▶ _What is required_: Among the entries below, find each line holding "Skip" and return it.

- - - -

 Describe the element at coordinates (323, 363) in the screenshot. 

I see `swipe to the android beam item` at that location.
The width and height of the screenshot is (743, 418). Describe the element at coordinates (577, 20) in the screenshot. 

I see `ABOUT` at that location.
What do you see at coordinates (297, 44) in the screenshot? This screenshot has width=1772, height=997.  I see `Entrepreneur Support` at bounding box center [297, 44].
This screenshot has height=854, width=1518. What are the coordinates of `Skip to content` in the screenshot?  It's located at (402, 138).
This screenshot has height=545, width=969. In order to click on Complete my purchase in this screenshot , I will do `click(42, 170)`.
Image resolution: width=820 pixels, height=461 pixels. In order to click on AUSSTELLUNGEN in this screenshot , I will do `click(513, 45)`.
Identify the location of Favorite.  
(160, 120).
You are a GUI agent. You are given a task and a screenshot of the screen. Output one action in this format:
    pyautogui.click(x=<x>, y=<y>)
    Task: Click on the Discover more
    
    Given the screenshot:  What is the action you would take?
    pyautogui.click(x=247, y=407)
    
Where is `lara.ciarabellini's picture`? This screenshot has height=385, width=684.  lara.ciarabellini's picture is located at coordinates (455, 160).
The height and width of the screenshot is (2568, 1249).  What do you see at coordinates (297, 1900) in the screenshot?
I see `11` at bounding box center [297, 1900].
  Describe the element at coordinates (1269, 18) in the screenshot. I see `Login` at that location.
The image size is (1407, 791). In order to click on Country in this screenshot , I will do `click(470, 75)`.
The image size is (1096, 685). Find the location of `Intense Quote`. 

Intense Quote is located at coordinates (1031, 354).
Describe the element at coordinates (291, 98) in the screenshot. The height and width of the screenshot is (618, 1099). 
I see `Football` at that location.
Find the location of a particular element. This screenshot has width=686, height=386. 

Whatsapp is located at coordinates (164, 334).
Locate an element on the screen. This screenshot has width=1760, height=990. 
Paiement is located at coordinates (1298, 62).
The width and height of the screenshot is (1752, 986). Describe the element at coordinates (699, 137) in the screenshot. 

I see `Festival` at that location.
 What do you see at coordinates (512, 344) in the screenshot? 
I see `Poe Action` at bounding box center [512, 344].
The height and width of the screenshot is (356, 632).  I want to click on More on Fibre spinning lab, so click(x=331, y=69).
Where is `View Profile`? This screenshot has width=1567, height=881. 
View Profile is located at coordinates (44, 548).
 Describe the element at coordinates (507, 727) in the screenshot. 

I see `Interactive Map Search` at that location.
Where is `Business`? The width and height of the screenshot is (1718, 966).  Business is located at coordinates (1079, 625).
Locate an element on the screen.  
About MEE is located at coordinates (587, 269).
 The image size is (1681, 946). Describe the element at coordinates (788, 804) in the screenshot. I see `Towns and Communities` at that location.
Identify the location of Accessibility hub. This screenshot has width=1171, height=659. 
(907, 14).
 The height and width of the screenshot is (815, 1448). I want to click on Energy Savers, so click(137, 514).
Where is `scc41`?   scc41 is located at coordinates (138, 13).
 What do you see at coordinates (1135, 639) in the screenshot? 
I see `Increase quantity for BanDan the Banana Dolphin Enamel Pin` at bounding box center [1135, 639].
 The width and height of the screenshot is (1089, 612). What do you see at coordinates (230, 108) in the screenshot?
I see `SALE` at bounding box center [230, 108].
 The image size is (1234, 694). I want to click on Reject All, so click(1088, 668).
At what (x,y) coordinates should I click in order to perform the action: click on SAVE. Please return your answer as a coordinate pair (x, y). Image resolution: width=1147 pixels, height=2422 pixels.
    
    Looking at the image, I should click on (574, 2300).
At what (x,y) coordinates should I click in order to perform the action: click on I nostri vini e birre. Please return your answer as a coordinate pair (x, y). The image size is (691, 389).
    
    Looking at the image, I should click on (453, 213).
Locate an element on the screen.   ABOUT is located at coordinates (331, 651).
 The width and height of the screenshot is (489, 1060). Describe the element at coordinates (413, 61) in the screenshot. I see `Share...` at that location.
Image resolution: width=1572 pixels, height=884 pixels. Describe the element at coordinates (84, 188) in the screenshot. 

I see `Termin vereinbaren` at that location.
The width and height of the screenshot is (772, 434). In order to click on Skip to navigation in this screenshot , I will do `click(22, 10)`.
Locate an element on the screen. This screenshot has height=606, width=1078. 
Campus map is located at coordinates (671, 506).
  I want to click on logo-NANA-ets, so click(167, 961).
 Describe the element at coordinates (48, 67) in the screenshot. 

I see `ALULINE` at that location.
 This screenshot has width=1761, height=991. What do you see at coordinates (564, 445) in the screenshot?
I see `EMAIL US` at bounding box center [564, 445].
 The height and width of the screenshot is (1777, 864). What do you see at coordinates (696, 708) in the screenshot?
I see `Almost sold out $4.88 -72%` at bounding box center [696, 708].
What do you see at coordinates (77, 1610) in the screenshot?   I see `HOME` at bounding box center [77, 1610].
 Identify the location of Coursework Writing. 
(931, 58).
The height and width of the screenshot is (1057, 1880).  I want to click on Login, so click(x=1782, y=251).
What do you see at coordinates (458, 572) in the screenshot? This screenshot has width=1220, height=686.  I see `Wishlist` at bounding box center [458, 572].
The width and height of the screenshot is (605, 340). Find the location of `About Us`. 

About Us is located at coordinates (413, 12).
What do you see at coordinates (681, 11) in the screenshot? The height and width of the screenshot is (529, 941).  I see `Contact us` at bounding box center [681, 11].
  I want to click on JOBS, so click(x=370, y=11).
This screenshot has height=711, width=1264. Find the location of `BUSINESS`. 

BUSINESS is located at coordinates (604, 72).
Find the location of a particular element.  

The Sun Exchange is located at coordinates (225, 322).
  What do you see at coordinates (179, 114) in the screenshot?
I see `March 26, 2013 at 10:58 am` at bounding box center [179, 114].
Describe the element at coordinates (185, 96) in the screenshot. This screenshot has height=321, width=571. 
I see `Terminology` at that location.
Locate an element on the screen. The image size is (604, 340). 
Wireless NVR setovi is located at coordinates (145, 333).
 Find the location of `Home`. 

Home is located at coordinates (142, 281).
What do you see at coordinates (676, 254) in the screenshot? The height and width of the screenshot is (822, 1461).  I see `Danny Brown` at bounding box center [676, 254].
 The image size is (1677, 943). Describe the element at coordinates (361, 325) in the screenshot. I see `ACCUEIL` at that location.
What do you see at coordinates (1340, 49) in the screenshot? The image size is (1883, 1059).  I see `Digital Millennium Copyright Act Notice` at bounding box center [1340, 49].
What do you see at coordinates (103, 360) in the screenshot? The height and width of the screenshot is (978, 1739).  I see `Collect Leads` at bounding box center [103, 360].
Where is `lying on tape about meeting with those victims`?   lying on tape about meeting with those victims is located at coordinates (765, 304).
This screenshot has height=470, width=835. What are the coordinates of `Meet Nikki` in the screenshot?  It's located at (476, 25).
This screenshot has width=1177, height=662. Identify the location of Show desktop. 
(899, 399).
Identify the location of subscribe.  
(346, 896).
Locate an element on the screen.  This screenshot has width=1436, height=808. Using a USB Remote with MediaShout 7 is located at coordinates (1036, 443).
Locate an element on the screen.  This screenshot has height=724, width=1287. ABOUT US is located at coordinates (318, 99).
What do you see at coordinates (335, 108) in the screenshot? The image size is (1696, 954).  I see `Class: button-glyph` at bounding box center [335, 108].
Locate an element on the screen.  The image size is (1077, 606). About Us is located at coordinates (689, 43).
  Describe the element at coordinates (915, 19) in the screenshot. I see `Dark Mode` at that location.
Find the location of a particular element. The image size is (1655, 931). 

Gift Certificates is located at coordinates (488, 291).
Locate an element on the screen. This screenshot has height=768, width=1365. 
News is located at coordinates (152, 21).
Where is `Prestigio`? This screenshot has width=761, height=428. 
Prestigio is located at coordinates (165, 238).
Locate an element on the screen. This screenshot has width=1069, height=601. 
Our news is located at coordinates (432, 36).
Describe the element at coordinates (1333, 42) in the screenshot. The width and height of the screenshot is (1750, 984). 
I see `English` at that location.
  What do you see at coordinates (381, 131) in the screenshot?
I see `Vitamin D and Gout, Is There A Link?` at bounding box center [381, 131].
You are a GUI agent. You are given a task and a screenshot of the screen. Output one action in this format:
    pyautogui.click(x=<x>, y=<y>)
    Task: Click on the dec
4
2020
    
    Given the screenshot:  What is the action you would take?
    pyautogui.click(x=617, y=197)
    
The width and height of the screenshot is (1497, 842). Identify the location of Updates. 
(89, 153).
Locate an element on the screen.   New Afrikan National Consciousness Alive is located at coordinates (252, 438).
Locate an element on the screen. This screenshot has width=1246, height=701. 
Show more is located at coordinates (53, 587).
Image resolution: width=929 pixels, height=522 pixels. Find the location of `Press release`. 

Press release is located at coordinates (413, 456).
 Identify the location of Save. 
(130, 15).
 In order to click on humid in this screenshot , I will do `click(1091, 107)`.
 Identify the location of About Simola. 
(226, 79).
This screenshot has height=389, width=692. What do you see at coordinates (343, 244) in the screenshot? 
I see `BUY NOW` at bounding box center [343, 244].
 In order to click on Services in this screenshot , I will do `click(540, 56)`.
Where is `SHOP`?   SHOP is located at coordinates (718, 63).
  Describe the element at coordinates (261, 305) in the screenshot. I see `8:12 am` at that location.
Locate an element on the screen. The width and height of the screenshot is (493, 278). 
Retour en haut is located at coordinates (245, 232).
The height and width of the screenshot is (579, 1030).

- - - -

▶ _The answer_:
This screenshot has height=854, width=1518. What are the coordinates of `Skip to content` in the screenshot?  It's located at (402, 138).
The width and height of the screenshot is (772, 434). In order to click on Skip to navigation in this screenshot , I will do `click(22, 10)`.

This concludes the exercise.